• What’s Good:Galifianakis
  • What’s Not: Masturbating a baby is not funny. Just kidding, it’s hilarious!

As funny as it sounds/As funny as it looks/As funny as it isI still didn’t really go crazy with this one. I admire the hell out of it however and that’s something I rarely do with popular comedies. The tone is just right (edgy, not to soft yet not too mean) and the premise (“After Hours,” meet “Dude Where’s My Car”) is clearly on to something with audiences looking for something beat off, er, off beat. Because, really, all “The Hangover” is  is a no bull shit adult comedy, which, considering all the other shit we’ve been fed (JUDD APPATOW!!!!!!!!!!!!!!!!!!!!!!!!!!!!!!!!!), this shit smells pretty good.
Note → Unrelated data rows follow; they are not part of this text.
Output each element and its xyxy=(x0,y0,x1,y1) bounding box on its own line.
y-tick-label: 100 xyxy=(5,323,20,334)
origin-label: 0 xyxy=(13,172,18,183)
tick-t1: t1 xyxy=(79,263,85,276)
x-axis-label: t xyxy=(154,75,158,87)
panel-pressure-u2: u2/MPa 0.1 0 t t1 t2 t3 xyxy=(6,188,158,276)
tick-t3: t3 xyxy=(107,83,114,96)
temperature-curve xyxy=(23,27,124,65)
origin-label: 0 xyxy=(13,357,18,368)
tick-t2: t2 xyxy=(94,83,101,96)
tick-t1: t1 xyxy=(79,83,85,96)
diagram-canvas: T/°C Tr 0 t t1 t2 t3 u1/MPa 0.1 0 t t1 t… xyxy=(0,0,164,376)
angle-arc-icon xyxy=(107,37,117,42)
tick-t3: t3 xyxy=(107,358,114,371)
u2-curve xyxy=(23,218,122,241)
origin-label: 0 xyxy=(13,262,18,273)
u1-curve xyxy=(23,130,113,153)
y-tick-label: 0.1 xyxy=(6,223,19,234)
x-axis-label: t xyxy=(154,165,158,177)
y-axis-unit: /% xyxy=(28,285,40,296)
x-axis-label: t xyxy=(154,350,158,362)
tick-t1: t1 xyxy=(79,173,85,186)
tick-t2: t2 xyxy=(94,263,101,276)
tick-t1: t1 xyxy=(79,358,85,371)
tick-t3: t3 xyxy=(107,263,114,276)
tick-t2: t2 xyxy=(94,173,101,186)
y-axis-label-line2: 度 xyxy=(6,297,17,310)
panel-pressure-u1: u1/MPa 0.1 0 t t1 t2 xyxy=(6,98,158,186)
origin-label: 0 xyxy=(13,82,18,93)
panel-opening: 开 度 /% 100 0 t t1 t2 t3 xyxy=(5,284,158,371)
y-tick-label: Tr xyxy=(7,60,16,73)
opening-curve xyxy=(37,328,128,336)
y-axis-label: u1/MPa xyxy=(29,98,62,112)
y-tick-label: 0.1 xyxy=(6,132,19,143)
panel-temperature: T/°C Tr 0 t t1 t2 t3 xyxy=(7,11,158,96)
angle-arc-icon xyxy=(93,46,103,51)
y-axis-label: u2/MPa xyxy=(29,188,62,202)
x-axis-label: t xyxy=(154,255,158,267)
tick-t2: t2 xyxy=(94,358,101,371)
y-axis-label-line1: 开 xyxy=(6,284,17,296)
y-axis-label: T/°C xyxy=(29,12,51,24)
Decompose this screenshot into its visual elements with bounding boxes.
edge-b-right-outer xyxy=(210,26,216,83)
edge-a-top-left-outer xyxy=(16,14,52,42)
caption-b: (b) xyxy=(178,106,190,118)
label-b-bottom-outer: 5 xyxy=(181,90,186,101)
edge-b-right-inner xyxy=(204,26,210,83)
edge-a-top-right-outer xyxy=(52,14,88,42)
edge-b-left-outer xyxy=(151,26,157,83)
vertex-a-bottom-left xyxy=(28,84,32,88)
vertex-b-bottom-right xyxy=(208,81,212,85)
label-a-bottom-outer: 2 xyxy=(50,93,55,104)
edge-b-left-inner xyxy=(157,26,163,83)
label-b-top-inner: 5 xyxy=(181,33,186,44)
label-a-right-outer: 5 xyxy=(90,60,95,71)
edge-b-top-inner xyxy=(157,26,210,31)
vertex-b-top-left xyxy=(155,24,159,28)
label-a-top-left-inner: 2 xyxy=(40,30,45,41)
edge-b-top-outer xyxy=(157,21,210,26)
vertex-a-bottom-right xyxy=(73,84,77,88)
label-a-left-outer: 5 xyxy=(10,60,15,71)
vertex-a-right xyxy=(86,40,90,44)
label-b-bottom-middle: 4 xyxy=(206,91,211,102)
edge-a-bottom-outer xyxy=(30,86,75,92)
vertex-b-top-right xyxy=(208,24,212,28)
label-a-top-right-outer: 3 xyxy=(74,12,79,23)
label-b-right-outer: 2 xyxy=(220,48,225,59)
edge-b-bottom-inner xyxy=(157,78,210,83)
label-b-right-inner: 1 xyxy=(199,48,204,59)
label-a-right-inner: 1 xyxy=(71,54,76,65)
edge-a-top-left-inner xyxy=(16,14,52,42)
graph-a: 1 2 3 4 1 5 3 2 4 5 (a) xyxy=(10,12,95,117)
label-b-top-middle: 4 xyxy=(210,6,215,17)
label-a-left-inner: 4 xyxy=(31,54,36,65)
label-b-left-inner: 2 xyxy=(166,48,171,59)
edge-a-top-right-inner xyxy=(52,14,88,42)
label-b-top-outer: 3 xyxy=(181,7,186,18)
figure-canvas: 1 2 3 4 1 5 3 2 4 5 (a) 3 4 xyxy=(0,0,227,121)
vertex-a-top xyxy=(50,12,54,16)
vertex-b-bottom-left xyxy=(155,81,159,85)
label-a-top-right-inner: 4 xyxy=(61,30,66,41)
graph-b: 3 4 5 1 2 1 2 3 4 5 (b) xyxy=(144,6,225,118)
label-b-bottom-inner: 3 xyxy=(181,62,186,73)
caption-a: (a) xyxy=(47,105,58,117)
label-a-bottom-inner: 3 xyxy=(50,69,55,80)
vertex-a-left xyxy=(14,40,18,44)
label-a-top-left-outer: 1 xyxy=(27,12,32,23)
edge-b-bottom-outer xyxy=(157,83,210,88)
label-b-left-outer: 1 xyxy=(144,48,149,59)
Director Todd Phillips says that most comedies are 40% bad behavior and 60% apologizing for bad behavior. Examples of this are from the above director Apatow, whose great-ish films (“40-Year-Old Virgin” and “Knocked Up”) are ruined by second half back peddling and of course “Wedding Crashers,” a film where the crashing stops and pussification starts about twenty minutes into the film. What allows for bad behavior here is that the characters don’t remember doing it (hence the title) in the past and don’t realize they’re doing it in the present and this ”Memento” like daze gives the film a truly unique comedic angle that other comedies just don’t have.

There is no apologizing here. Babies (and babes) will get abused and racial slurs will go flying without so much as a second guess as to if it’s funny. It is! But the film is not out to shock like so many post “Pie” comedies. There is also an endless supply of strangely quoteable dialogue with random lines like “Tigers lover pepper, they hate cinnamon” and “It would be so cool if I could breast feed” spoken by man child Zach Galifianakis. So, yeah, I admire it and yet my Hangover was a mostly passive experience with a constant thought of “hum, that there’s really funny” occurring without so much as cracking a teehee. I am proud to say that I, along with a lot of moviegoers, knew this was going to be something special for months but somehow that didn’t translate into rushing out to see it. From months before to a full month after “THE EVENT” –and after everybody told me this film is exactly as good as I figured it would be– I saw it and of course felt like I had already seen it and already liked it. The effect, contrived as it seems, is that of having seen something really cool while under the influence and forgetting you saw it only to see it again and go “Oh, yeah–that.”